Three B.C. pro-lifers were found guilty of civil contempt of court on December 13 for counselling outside the Everywoman’s Health Centre in Vancouver.

In making the decision, Mr. Justice Low admitted the term “watching or besetting” which is in the 1989 court order restricting pro-life activity outside the clinic, is “difficult to define.”

However, he decided the actions of one of the accused pro-lifers were “provoking and upsetting, far beyond attendance merely for the purpose of communicating information.” He said the other two “persistently importuned people who did not want to deal them.” These actions, he said, constitute watching and besetting.

Christine Hendrix, Brian Breton and Gordon Watson will be sentenced in January. They were charged April 30, last year.

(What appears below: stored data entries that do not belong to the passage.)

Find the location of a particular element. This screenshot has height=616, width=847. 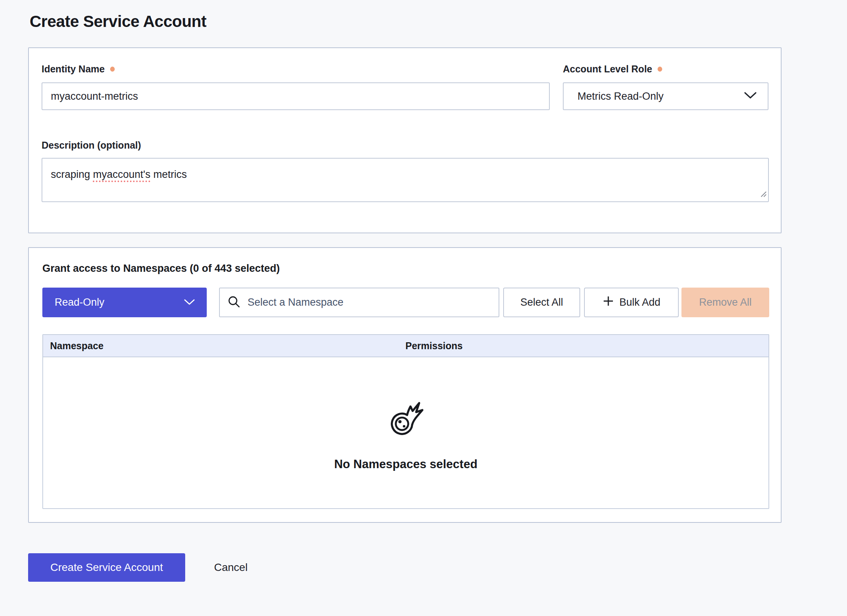

plus-icon is located at coordinates (608, 303).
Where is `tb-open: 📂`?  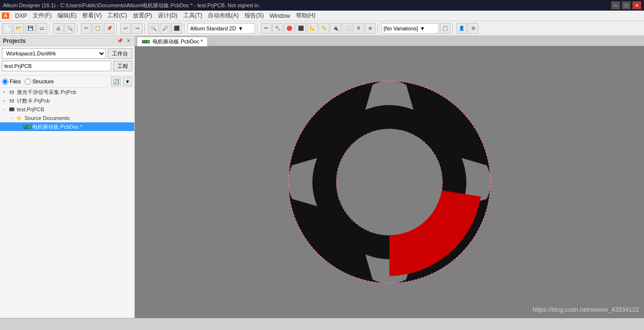 tb-open: 📂 is located at coordinates (19, 28).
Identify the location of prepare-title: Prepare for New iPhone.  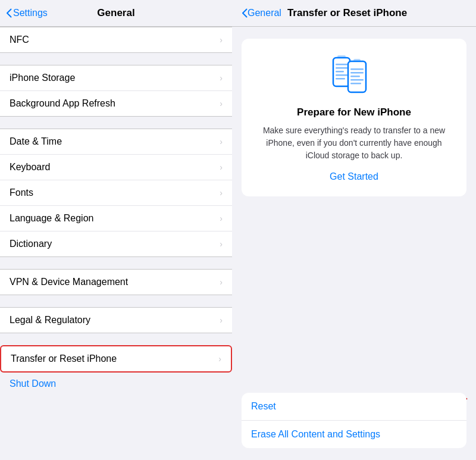
(354, 112).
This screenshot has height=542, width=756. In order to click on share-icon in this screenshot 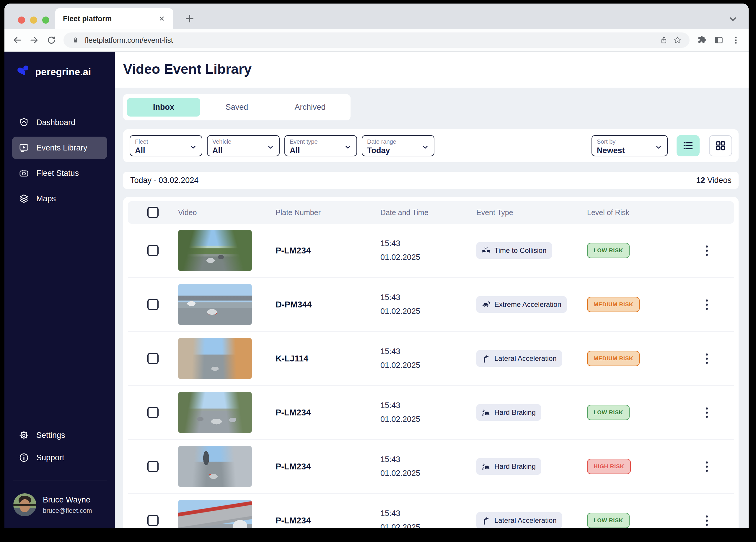, I will do `click(664, 40)`.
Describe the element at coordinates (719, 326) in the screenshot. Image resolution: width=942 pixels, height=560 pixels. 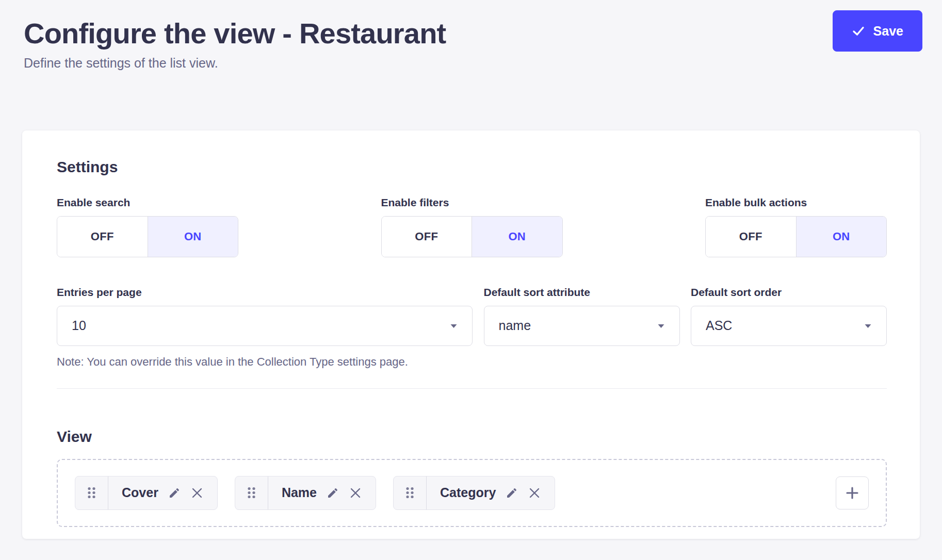
I see `default-sort-order-value: ASC` at that location.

Since the injunction was granted four years ago, there have been several convictions involving Rescues at the clinic. With the convictions for the Rescues, the court found the pro-lifers to be in contempt of the court order which forbids blocking or interfering with the premises.

But these latest convictions are the first where the Crown alleged contempt on the basis of the “watching or besetting” clause of the injunction.

The three pro-lifers were holding signs, handing out pamphlets and trying to counsel and speak with women going into the clinic. The judge accepted the evidence of abortion-clinic staff and said the conduct of Hendrix and Breton “did have an obvious emotional effect on their targets.”

But he admitted the pamphlets which they were handing out were “genuine attempts to inform people of the one side of the abortion issue and to offer alternatives to abortion, including the availability of counselling and other services.”

Hendrix had received advice from three different lawyers that speaking to women outside the clinic would not constitute contempt of the injunction.

The lawyers representing Hendrix and Breton argued that the words in the injunction should not be interpreted in a way which would contravene the provisions of the Charter of Rights and Freedoms which allows for freedom of thought, belief, opinion and expression.

But the judge said the injunction would stand until set aside by a higher court or replaced by another court order.